* What the task requires:
Write out again the lines from the line with "Identify the location" up to and including the line with "Task: Click on the EUROPEAN", exactly as they stand below, and skip any picture.

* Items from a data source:
┄┄┄┄┄┄┄┄┄┄┄┄┄┄┄┄┄┄┄┄

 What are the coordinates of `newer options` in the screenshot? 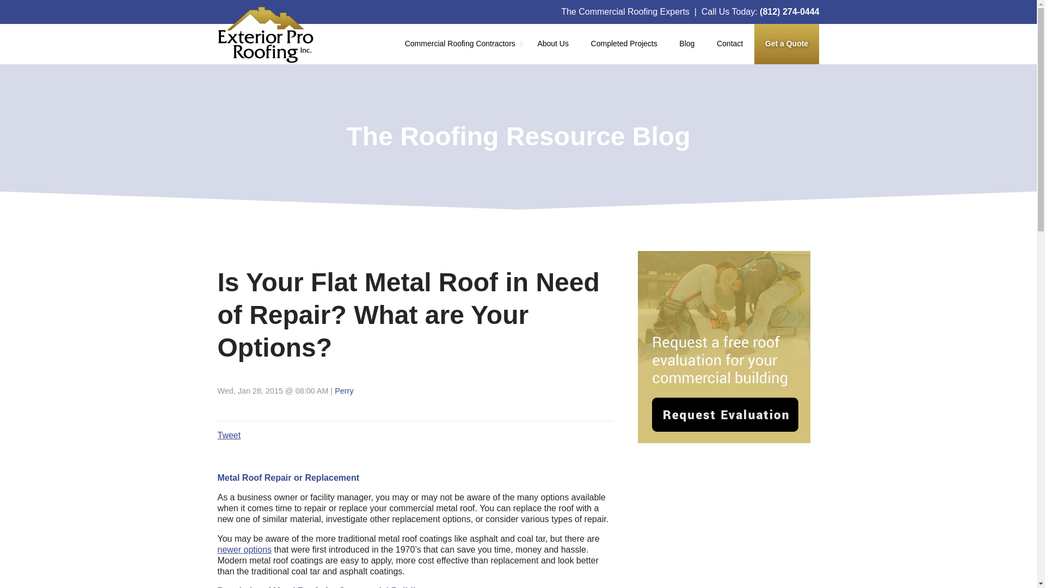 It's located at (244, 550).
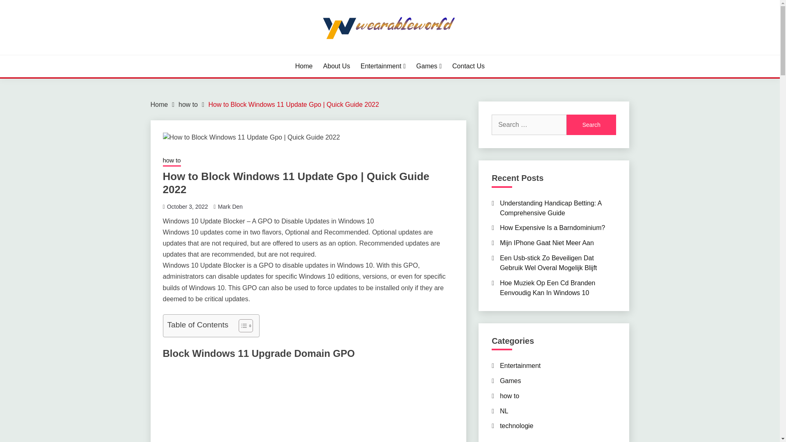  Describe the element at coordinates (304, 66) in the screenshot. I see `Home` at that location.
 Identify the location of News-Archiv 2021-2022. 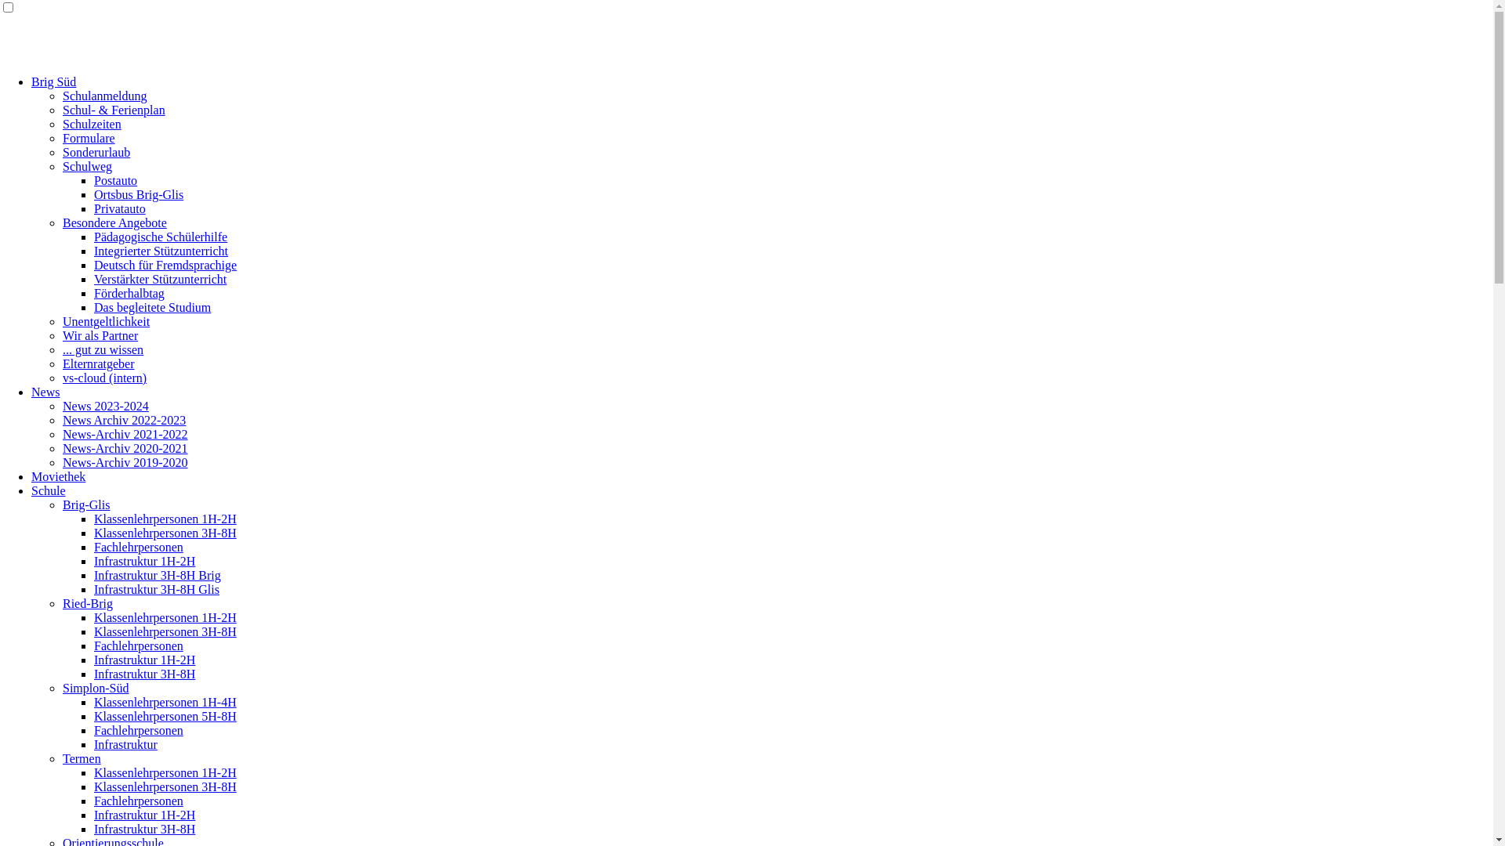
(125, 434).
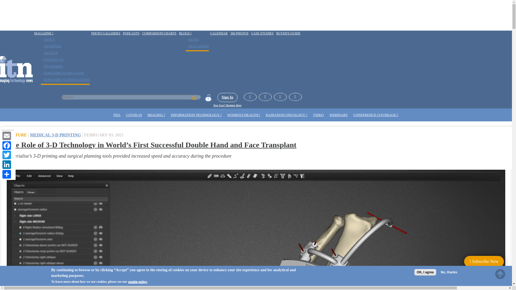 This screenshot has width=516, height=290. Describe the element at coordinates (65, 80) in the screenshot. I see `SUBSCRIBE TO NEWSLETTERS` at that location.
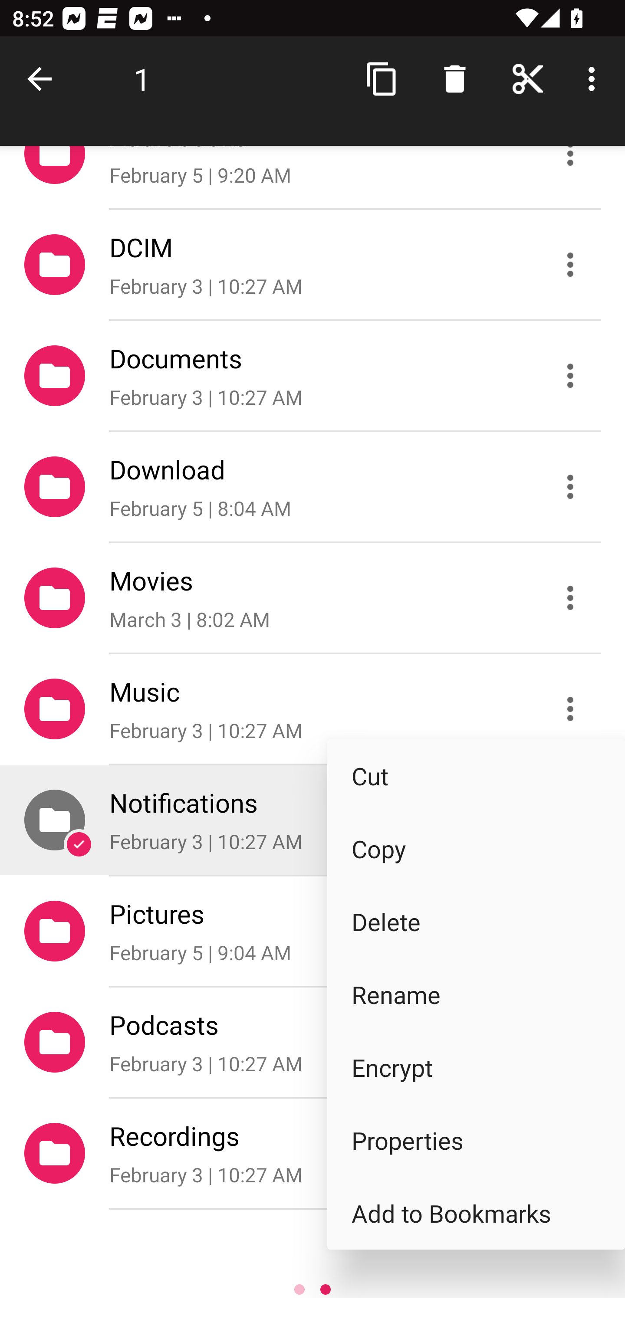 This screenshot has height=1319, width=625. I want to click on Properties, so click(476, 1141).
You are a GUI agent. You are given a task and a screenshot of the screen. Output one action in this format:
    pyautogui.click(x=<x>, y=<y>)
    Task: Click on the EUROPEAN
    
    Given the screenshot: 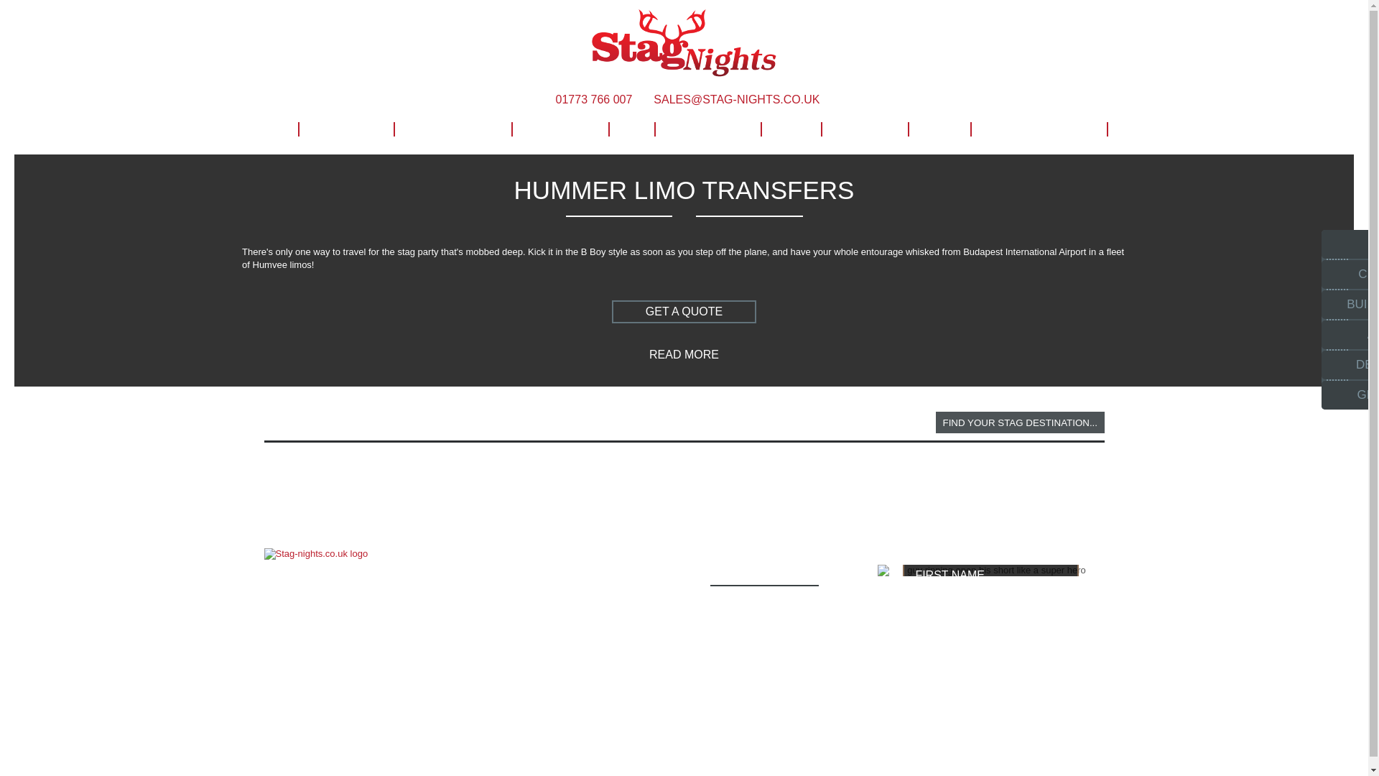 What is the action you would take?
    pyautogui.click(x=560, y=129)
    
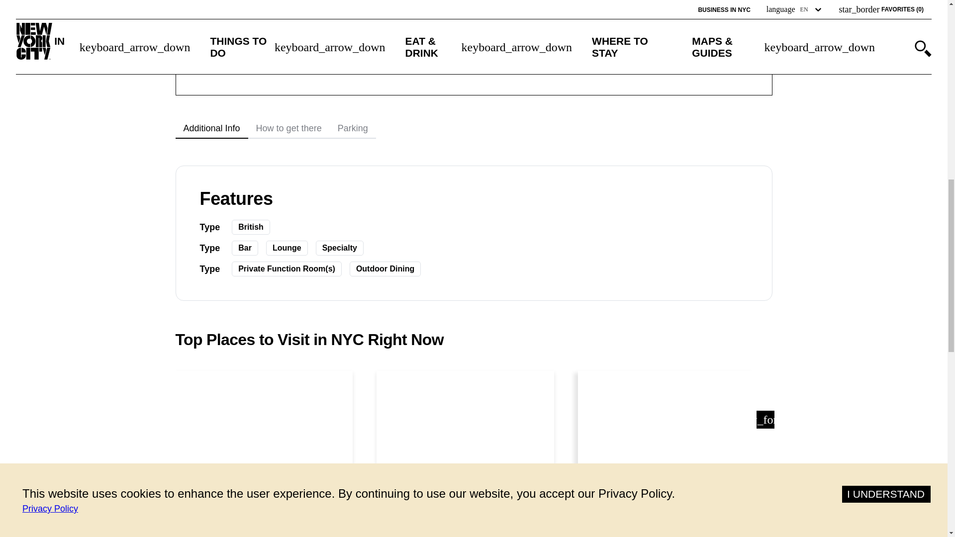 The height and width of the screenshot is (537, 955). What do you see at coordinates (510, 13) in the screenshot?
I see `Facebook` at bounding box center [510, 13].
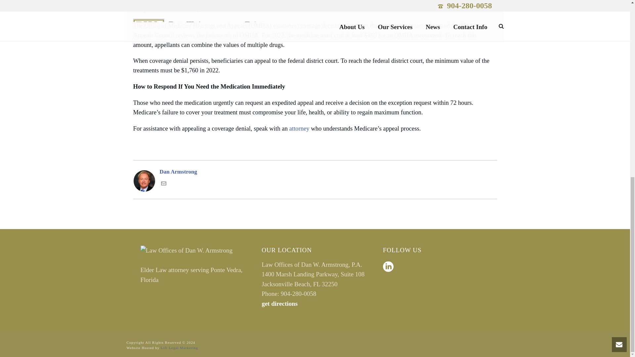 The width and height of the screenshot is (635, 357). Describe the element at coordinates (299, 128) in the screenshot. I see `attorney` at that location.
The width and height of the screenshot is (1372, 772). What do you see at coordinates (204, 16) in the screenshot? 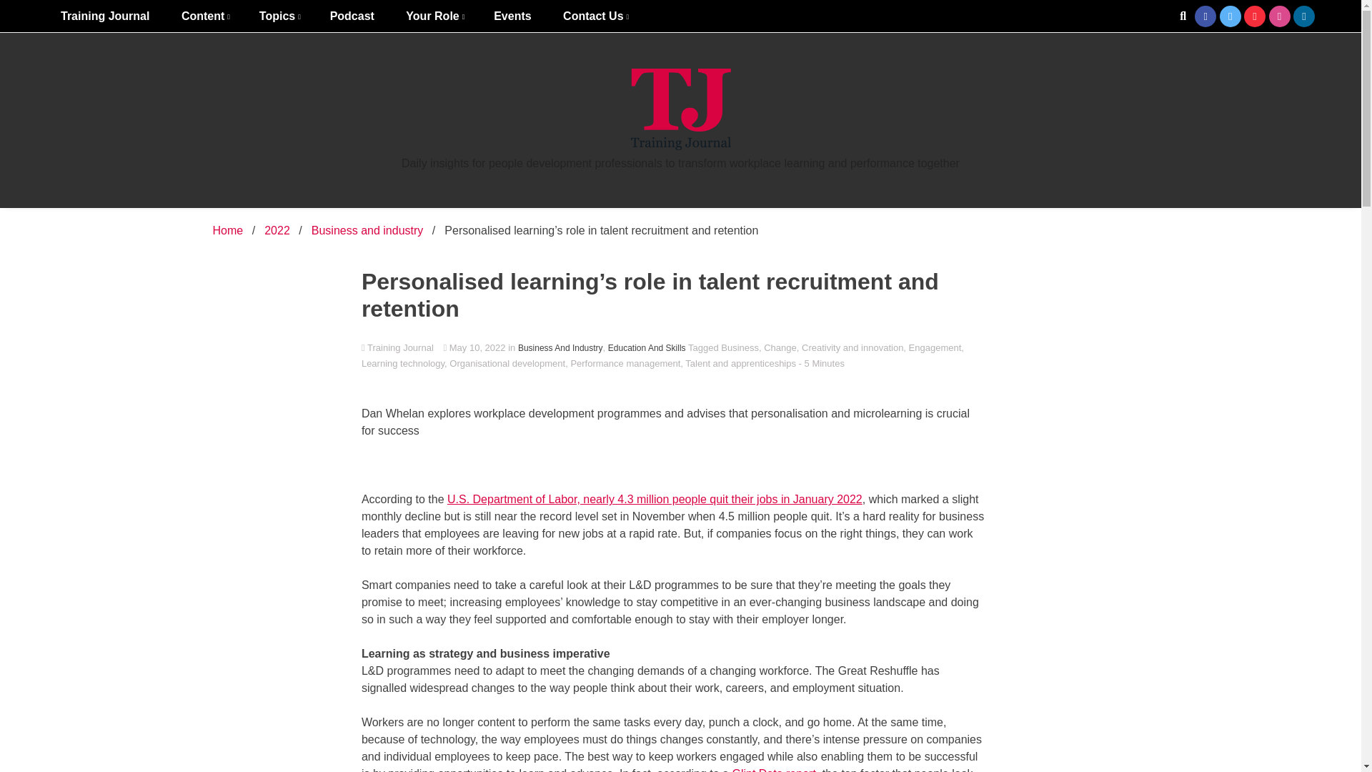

┄┄┄┄┄┄┄┄┄┄┄┄┄┄┄┄┄┄┄┄

* Exercise answer:
 Identify the location of News-Archiv 2021-2022. 
(125, 434).
 This screenshot has width=516, height=290. Describe the element at coordinates (65, 80) in the screenshot. I see `SUBSCRIBE TO NEWSLETTERS` at that location.
 This screenshot has height=1319, width=625. I want to click on Properties, so click(476, 1141).
You are a GUI agent. You are given a task and a screenshot of the screen. Output one action in this format:
    pyautogui.click(x=<x>, y=<y>)
    Task: Click on the EUROPEAN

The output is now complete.